The soldiers put their gas masks on and watch one

of their friends die, drowning on his own fluids in his lungs.He describes the death being slow and dreadful - "as under the green sea, I saw him drowning" Here he describes the gas as a green sea, and the man drowning in it. The Poem uses great use of short sentences, to build up the tension in the story and show how serious war is. An example of this is "Gas! Gas! Quick, boys! " here it shows that attacks can come at a surprise during the war, and that even a trek to find base can cause a lot of problems.

He uses a lot of similes in the poem, to give the reader a rough idea of what the situation is. Bent double, like old beggars under sacks, knocked - kneed, coughing like hags" here you picture a small group of soldiers walking along, tired and ill, but they had no choice as they had to keep moving. This makes the reader seriously concerned about the difficulties of the war, how serious and how dangerous war was. Wilfred believed that people like Pope gave war a false statement, making it out that it's good, when he has experienced the reality of war and feels very different. This is why the poem is ainmed at Jessie Pope.Owen believes that it is not so noble to fight for the country by finishing off the poem with the sentence, "To children ardent for some desperate glory, the old lie: Dulce et decorum est" his saying that for young men who wish to join the war for glory and to be a hero that Pope said they

would be if they joined, that the statement sweet prayer is for country death, is a false statement.

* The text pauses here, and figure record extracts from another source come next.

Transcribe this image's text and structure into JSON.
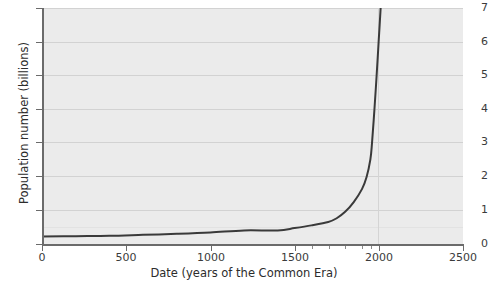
{
  "chart_data": {
    "type": "line",
    "title": "",
    "xlabel": "Date (years of the Common Era)",
    "ylabel": "Population number (billions)",
    "xlim": [
      0,
      2500
    ],
    "ylim": [
      0,
      7
    ],
    "grid": true,
    "legend": "none",
    "x_ticks": [
      0,
      500,
      1000,
      1500,
      2000,
      2500
    ],
    "x_ticklabels": [
      "0",
      "500",
      "1000",
      "1500",
      "2000",
      "2500"
    ],
    "x_minor_ticks": [
      1600,
      1700,
      1800,
      1900,
      1950,
      2000
    ],
    "y_ticks": [
      0,
      1,
      2,
      3,
      4,
      5,
      6,
      7
    ],
    "y_ticklabels": [
      "0",
      "1",
      "2",
      "3",
      "4",
      "5",
      "6",
      "7"
    ],
    "y_minor_gridlines": [
      0.5
    ],
    "series": [
      {
        "name": "World population",
        "x": [
          0,
          200,
          400,
          600,
          800,
          1000,
          1200,
          1400,
          1500,
          1600,
          1700,
          1750,
          1800,
          1850,
          1900,
          1927,
          1950,
          1960,
          1974,
          1987,
          1999,
          2011,
          2024,
          2045
        ],
        "values": [
          0.25,
          0.26,
          0.27,
          0.3,
          0.33,
          0.37,
          0.43,
          0.43,
          0.5,
          0.58,
          0.68,
          0.79,
          0.98,
          1.26,
          1.65,
          2.0,
          2.53,
          3.03,
          4.0,
          5.0,
          6.0,
          7.0,
          8.0,
          9.0
        ],
        "color": "#3a3a3a",
        "linewidth": 2
      }
    ],
    "colors": {
      "plot_background": "#ebebeb",
      "figure_background": "#ffffff",
      "gridline": "#d2d2d2",
      "gridline_minor": "#e2e2e2",
      "axis": "#6b6b6b",
      "text": "#2c2c2c",
      "curve": "#3a3a3a"
    }
  }
}
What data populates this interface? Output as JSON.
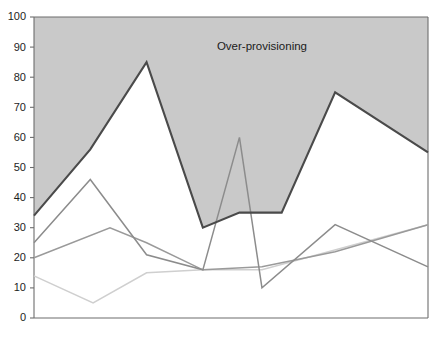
{
  "chart_data": {
    "type": "line",
    "title": "",
    "subtitle": "",
    "xlabel": "",
    "ylabel": "",
    "ylim": [
      0,
      100
    ],
    "xlim": [
      0,
      7
    ],
    "yticks": [
      0,
      10,
      20,
      30,
      40,
      50,
      60,
      70,
      80,
      90,
      100
    ],
    "ytick_labels": [
      "0",
      "10",
      "20",
      "30",
      "40",
      "50",
      "60",
      "70",
      "80",
      "90",
      "100"
    ],
    "xticks": [],
    "xtick_labels": [],
    "grid": false,
    "legend": "none",
    "annotations": [
      {
        "text": "Over-provisioning",
        "x": 4.05,
        "y": 90,
        "region": "shaded area above capacity line",
        "color": "#1b1b1b"
      }
    ],
    "shaded_regions": [
      {
        "name": "over-provisioning",
        "fill": "#c9c9c9",
        "description": "Area between the capacity line and the top of the plot (y = 100)"
      }
    ],
    "series": [
      {
        "name": "capacity",
        "role": "provisioned-capacity",
        "color": "#4a4a4a",
        "width": 2.1,
        "x": [
          0,
          1,
          2,
          3,
          3.65,
          4.4,
          5.35,
          7
        ],
        "values": [
          34,
          56,
          85,
          30,
          35,
          35,
          75,
          55
        ]
      },
      {
        "name": "demand-a",
        "role": "workload-peak",
        "color": "#8c8c8c",
        "width": 1.5,
        "x": [
          0,
          1,
          2,
          3,
          3.65,
          4.05,
          5.35,
          7
        ],
        "values": [
          25,
          46,
          21,
          16,
          60,
          10,
          31,
          17
        ]
      },
      {
        "name": "demand-b",
        "role": "workload-mid",
        "color": "#9a9a9a",
        "width": 1.5,
        "x": [
          0,
          1.35,
          2,
          3,
          4.05,
          5.35,
          7
        ],
        "values": [
          20,
          30,
          25,
          16,
          17,
          22,
          31
        ]
      },
      {
        "name": "demand-c",
        "role": "workload-base",
        "color": "#cfcfcf",
        "width": 1.5,
        "x": [
          0,
          1.05,
          2,
          3,
          4.05,
          7
        ],
        "values": [
          14,
          5,
          15,
          16,
          16,
          31
        ]
      }
    ],
    "axis_color": "#6d6d6d",
    "plot_background": "#ffffff"
  },
  "axes": {
    "left_label": "",
    "bottom_label": ""
  }
}
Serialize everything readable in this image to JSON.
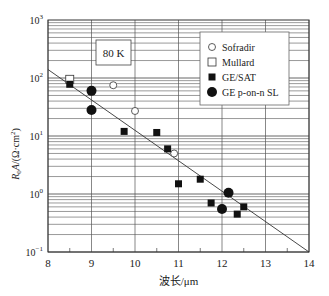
{
  "chart_data": {
    "type": "scatter",
    "title": "",
    "annotation": "80 K",
    "xlabel": "波长/μm",
    "ylabel": "R0A/(Ω·cm²)",
    "xlim": [
      8,
      14
    ],
    "ylim": [
      0.1,
      1000
    ],
    "yscale": "log",
    "x_ticks": [
      "8",
      "9",
      "10",
      "11",
      "12",
      "13",
      "14"
    ],
    "y_ticks": [
      "10^-1",
      "10^0",
      "10^1",
      "10^2",
      "10^3"
    ],
    "grid": true,
    "legend_position": "upper right",
    "series": [
      {
        "name": "Sofradir",
        "marker": "open-circle",
        "points": [
          [
            9.5,
            75
          ],
          [
            10,
            27
          ],
          [
            10.9,
            5
          ]
        ]
      },
      {
        "name": "Mullard",
        "marker": "open-square",
        "points": [
          [
            8.5,
            95
          ]
        ]
      },
      {
        "name": "GE/SAT",
        "marker": "filled-square",
        "points": [
          [
            8.5,
            78
          ],
          [
            9.75,
            12
          ],
          [
            10.5,
            11.5
          ],
          [
            10.75,
            6
          ],
          [
            11,
            1.5
          ],
          [
            11.5,
            1.8
          ],
          [
            11.75,
            0.7
          ],
          [
            12.35,
            0.45
          ],
          [
            12.5,
            0.6
          ]
        ]
      },
      {
        "name": "GE p-on-n SL",
        "marker": "filled-circle",
        "points": [
          [
            9,
            60
          ],
          [
            9,
            28
          ],
          [
            12,
            0.55
          ],
          [
            12.15,
            1.05
          ]
        ]
      }
    ],
    "trend_line": {
      "from": [
        8,
        140
      ],
      "to": [
        14,
        0.1
      ]
    }
  },
  "labels": {
    "temp": "80 K",
    "xlabel": "波长/μm",
    "legend": [
      "Sofradir",
      "Mullard",
      "GE/SAT",
      "GE p-on-n SL"
    ]
  }
}
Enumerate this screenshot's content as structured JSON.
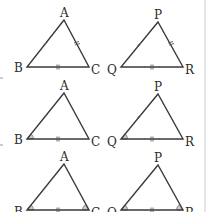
{
  "diagram": {
    "colors": {
      "edge": "#3a3a3a",
      "angle_fill": "#c9c9c9",
      "label": "#2b2b2b",
      "background": "#ffffff"
    },
    "rows": [
      {
        "criterion": "SSS",
        "left": {
          "vertices": {
            "top": "A",
            "left": "B",
            "right": "C"
          },
          "marked_sides": [
            "AB",
            "AC",
            "BC"
          ],
          "marked_angles": []
        },
        "right": {
          "vertices": {
            "top": "P",
            "left": "Q",
            "right": "R"
          },
          "marked_sides": [
            "PQ",
            "PR",
            "QR"
          ],
          "marked_angles": []
        }
      },
      {
        "criterion": "SAS",
        "left": {
          "vertices": {
            "top": "A",
            "left": "B",
            "right": "C"
          },
          "marked_sides": [
            "AB",
            "BC"
          ],
          "marked_angles": [
            "B"
          ]
        },
        "right": {
          "vertices": {
            "top": "P",
            "left": "Q",
            "right": "R"
          },
          "marked_sides": [
            "PQ",
            "QR"
          ],
          "marked_angles": [
            "Q"
          ]
        }
      },
      {
        "criterion": "ASA",
        "left": {
          "vertices": {
            "top": "A",
            "left": "B",
            "right": "C"
          },
          "marked_sides": [
            "BC"
          ],
          "marked_angles": [
            "B",
            "C"
          ]
        },
        "right": {
          "vertices": {
            "top": "P",
            "left": "Q",
            "right": "R"
          },
          "marked_sides": [
            "QR"
          ],
          "marked_angles": [
            "Q",
            "R"
          ]
        }
      }
    ]
  }
}
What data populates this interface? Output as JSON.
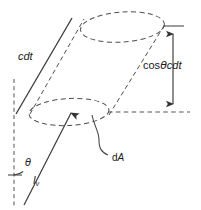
{
  "figure": {
    "name": "radiative-transfer-cylinder-diagram",
    "width": 201,
    "height": 210,
    "background": "#ffffff",
    "stroke_color": "#444444",
    "text_color": "#1a1a1a"
  },
  "labels": {
    "slant_length": "cdt",
    "height": {
      "cos": "cos",
      "theta": "θ",
      "cdt": "cdt",
      "full": "cosθcdt"
    },
    "angle": "θ",
    "intensity": {
      "symbol": "I",
      "subscript": "ν",
      "full": "Iν"
    },
    "area_element": "dA"
  },
  "elements": [
    {
      "name": "top-ellipse",
      "style": "dashed",
      "role": "cylinder top cap"
    },
    {
      "name": "bottom-ellipse",
      "style": "dashed",
      "role": "cylinder bottom cap / area element dA"
    },
    {
      "name": "cylinder-left-edge",
      "style": "solid",
      "role": "slant side labeled cdt"
    },
    {
      "name": "cylinder-left-edge-inner",
      "style": "dashed",
      "role": "hidden slant side"
    },
    {
      "name": "cylinder-right-edge",
      "style": "dashed",
      "role": "far slant side"
    },
    {
      "name": "normal-line",
      "style": "dashed",
      "role": "vertical surface normal"
    },
    {
      "name": "ray-arrow",
      "style": "solid",
      "role": "incident ray Iν"
    },
    {
      "name": "angle-arc",
      "style": "solid",
      "role": "angle θ between normal and ray"
    },
    {
      "name": "height-dimension-arrow",
      "style": "solid double-headed",
      "role": "vertical height cosθcdt"
    },
    {
      "name": "height-baseline",
      "style": "dashed",
      "role": "horizontal projection baseline"
    },
    {
      "name": "height-topline",
      "style": "solid tick",
      "role": "horizontal tick at top of dimension"
    },
    {
      "name": "da-leader",
      "style": "solid curve",
      "role": "leader line to dA label"
    }
  ]
}
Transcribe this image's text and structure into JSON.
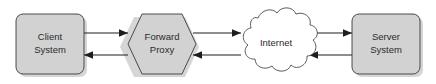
{
  "diagram": {
    "type": "network-flow-diagram",
    "background_color": "#ffffff",
    "node_fill_color": "#d2d2d2",
    "node_border_color": "#3a3a3a",
    "cloud_fill_color": "#ffffff",
    "arrow_color": "#1e1e1e",
    "text_color": "#2b2b2b",
    "nodes": [
      {
        "id": "client",
        "shape": "rounded-rectangle",
        "label_line1": "Client",
        "label_line2": "System"
      },
      {
        "id": "forward-proxy",
        "shape": "hexagon",
        "label_line1": "Forward",
        "label_line2": "Proxy"
      },
      {
        "id": "internet",
        "shape": "cloud",
        "label_line1": "Internet",
        "label_line2": ""
      },
      {
        "id": "server",
        "shape": "rounded-rectangle",
        "label_line1": "Server",
        "label_line2": "System"
      }
    ],
    "connections": [
      {
        "id": "client-to-proxy",
        "from": "client",
        "to": "forward-proxy",
        "direction": "right"
      },
      {
        "id": "proxy-to-client",
        "from": "forward-proxy",
        "to": "client",
        "direction": "left"
      },
      {
        "id": "proxy-to-internet",
        "from": "forward-proxy",
        "to": "internet",
        "direction": "right"
      },
      {
        "id": "internet-to-proxy",
        "from": "internet",
        "to": "forward-proxy",
        "direction": "left"
      },
      {
        "id": "internet-to-server",
        "from": "internet",
        "to": "server",
        "direction": "right"
      },
      {
        "id": "server-to-internet",
        "from": "server",
        "to": "internet",
        "direction": "left"
      }
    ]
  }
}
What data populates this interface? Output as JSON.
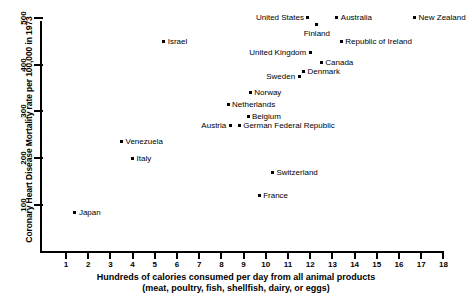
{
  "chart_data": {
    "type": "scatter",
    "title": "",
    "xlabel": "Hundreds of calories consumed per day from all animal products (meat, poultry, fish, shellfish, dairy, or eggs)",
    "xlabel_line1": "Hundreds of calories consumed per day from all animal products",
    "xlabel_line2": "(meat, poultry, fish, shellfish, dairy, or eggs)",
    "ylabel": "Coronary Heart Disease Mortality rate per 100,000 in 1973",
    "xlim": [
      0.0,
      18.6
    ],
    "ylim": [
      0,
      550
    ],
    "xticks": [
      1,
      2,
      3,
      4,
      5,
      6,
      7,
      8,
      9,
      10,
      11,
      12,
      13,
      14,
      15,
      16,
      17,
      18
    ],
    "yticks": [
      100,
      200,
      300,
      400,
      500
    ],
    "grid": false,
    "legend": "none",
    "marker_color": "#000000",
    "points": [
      {
        "label": "United States",
        "x": 11.9,
        "y": 500,
        "label_pos": "left"
      },
      {
        "label": "Finland",
        "x": 12.3,
        "y": 485,
        "label_pos": "below"
      },
      {
        "label": "Australia",
        "x": 13.2,
        "y": 500,
        "label_pos": "right"
      },
      {
        "label": "New Zealand",
        "x": 16.7,
        "y": 500,
        "label_pos": "right"
      },
      {
        "label": "Israel",
        "x": 5.4,
        "y": 450,
        "label_pos": "right"
      },
      {
        "label": "Republic of Ireland",
        "x": 13.4,
        "y": 450,
        "label_pos": "right"
      },
      {
        "label": "United Kingdom",
        "x": 12.0,
        "y": 425,
        "label_pos": "left"
      },
      {
        "label": "Canada",
        "x": 12.5,
        "y": 405,
        "label_pos": "right"
      },
      {
        "label": "Denmark",
        "x": 11.7,
        "y": 385,
        "label_pos": "right"
      },
      {
        "label": "Sweden",
        "x": 11.5,
        "y": 375,
        "label_pos": "left"
      },
      {
        "label": "Norway",
        "x": 9.3,
        "y": 340,
        "label_pos": "right"
      },
      {
        "label": "Netherlands",
        "x": 8.3,
        "y": 315,
        "label_pos": "right"
      },
      {
        "label": "Belgium",
        "x": 9.2,
        "y": 290,
        "label_pos": "right"
      },
      {
        "label": "Austria",
        "x": 8.4,
        "y": 270,
        "label_pos": "left"
      },
      {
        "label": "German Federal Republic",
        "x": 8.8,
        "y": 270,
        "label_pos": "right"
      },
      {
        "label": "Venezuela",
        "x": 3.5,
        "y": 235,
        "label_pos": "right"
      },
      {
        "label": "Italy",
        "x": 4.0,
        "y": 200,
        "label_pos": "right"
      },
      {
        "label": "Switzerland",
        "x": 10.3,
        "y": 170,
        "label_pos": "right"
      },
      {
        "label": "France",
        "x": 9.7,
        "y": 120,
        "label_pos": "right"
      },
      {
        "label": "Japan",
        "x": 1.4,
        "y": 85,
        "label_pos": "right"
      }
    ]
  }
}
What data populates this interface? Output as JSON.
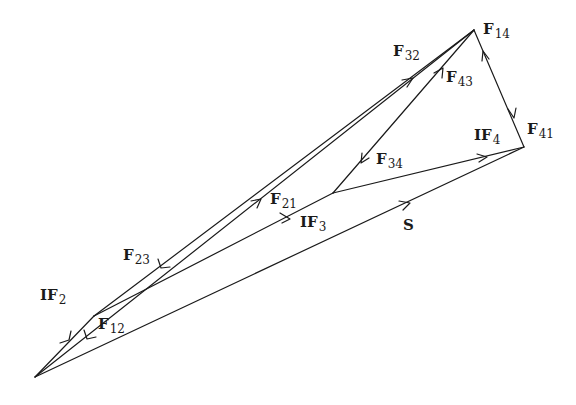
{
  "diagram": {
    "type": "force-polygon",
    "stroke_color": "#1a1a1a",
    "background": "#ffffff",
    "points": {
      "A": [
        35,
        377
      ],
      "B": [
        94,
        316
      ],
      "J": [
        333,
        193
      ],
      "T": [
        474,
        30
      ],
      "C": [
        524,
        147
      ]
    },
    "labels": [
      {
        "id": "F14",
        "base": "F",
        "sub": "14",
        "x": 483,
        "y": 22
      },
      {
        "id": "F32",
        "base": "F",
        "sub": "32",
        "x": 393,
        "y": 44
      },
      {
        "id": "F43",
        "base": "F",
        "sub": "43",
        "x": 446,
        "y": 70
      },
      {
        "id": "IF4",
        "base": "IF",
        "sub": "4",
        "x": 474,
        "y": 128
      },
      {
        "id": "F41",
        "base": "F",
        "sub": "41",
        "x": 527,
        "y": 122
      },
      {
        "id": "F34",
        "base": "F",
        "sub": "34",
        "x": 376,
        "y": 152
      },
      {
        "id": "F21",
        "base": "F",
        "sub": "21",
        "x": 270,
        "y": 192
      },
      {
        "id": "IF3",
        "base": "IF",
        "sub": "3",
        "x": 300,
        "y": 215
      },
      {
        "id": "S",
        "base": "S",
        "sub": "",
        "x": 403,
        "y": 218
      },
      {
        "id": "F23",
        "base": "F",
        "sub": "23",
        "x": 123,
        "y": 248
      },
      {
        "id": "IF2",
        "base": "IF",
        "sub": "2",
        "x": 40,
        "y": 288
      },
      {
        "id": "F12",
        "base": "F",
        "sub": "12",
        "x": 98,
        "y": 317
      }
    ]
  }
}
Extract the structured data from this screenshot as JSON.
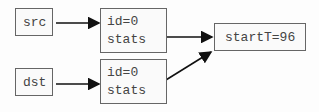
{
  "nodes": {
    "src": {
      "label": "src"
    },
    "dst": {
      "label": "dst"
    },
    "obj_top": {
      "id_label": "id=0",
      "field_label": "stats"
    },
    "obj_bottom": {
      "id_label": "id=0",
      "field_label": "stats"
    },
    "stats": {
      "label": "startT=96"
    }
  },
  "edges": [
    {
      "from": "src",
      "to": "obj_top"
    },
    {
      "from": "dst",
      "to": "obj_bottom"
    },
    {
      "from": "obj_top.stats",
      "to": "stats"
    },
    {
      "from": "obj_bottom.stats",
      "to": "stats"
    }
  ],
  "colors": {
    "stroke": "#666666",
    "arrow": "#111111",
    "text": "#444444"
  }
}
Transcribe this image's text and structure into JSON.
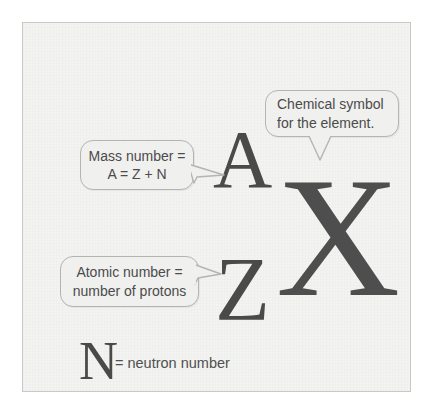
{
  "diagram": {
    "background_color": "#f3f3f1",
    "frame_color": "#c9c9c6",
    "glyph_color": "#4a4a4a",
    "callout_fill": "#f0f0ee",
    "callout_border": "#b4b4b0",
    "text_color": "#4b4b4b"
  },
  "symbols": {
    "mass_number": "A",
    "element": "X",
    "atomic_number": "Z",
    "neutron_number": "N"
  },
  "callouts": {
    "mass": {
      "line1": "Mass number =",
      "line2": "A = Z + N"
    },
    "symbol": {
      "line1": "Chemical symbol",
      "line2": "for the element."
    },
    "atomic": {
      "line1": "Atomic number =",
      "line2": "number of protons"
    }
  },
  "legend": {
    "neutron_note": "= neutron number"
  }
}
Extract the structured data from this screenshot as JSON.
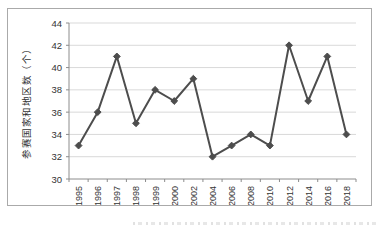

He also states war as being hell, with lines like "His hanging face, like a devil's sick of sin" He refers the death of his friend, to hell and the devil.This poem is much different to Pope's who's for the game, and anthem for the doomed youth, because Wilfred describes an event that occurred to him and his group and gives a realistic view on war. Showing the great disasters and problems occurred during war. Jessie Pope's views are very different to Wilfred Owen's views because Owen ecountered it, Pope didn't. Pope wasn't allowed to go to the frount and fight because she was a woman and women were not allowed to fight then.

Because of this Pope couldn't have experianced how bad the war was. People in Britain thought the war was fun because propaganda was used to cover up all the death.Pope uses simple imagery, language and content to appeal to working class males because most of them didn't have a lot of education and they wanted it to be quick and mind grabbing. Owen used the opposite because he wanted to go into a lot of depth about the harshniss of the war. He didn't want a couple of lines, Owne wanted hard hitting paragraphs to show how it realy was in the trencehs. If I read Owen's poetry before Pope's poetry before deciding to go to war I would refuse to go because there was so much death and gore shown in the poems writtem by Wilfred Owen.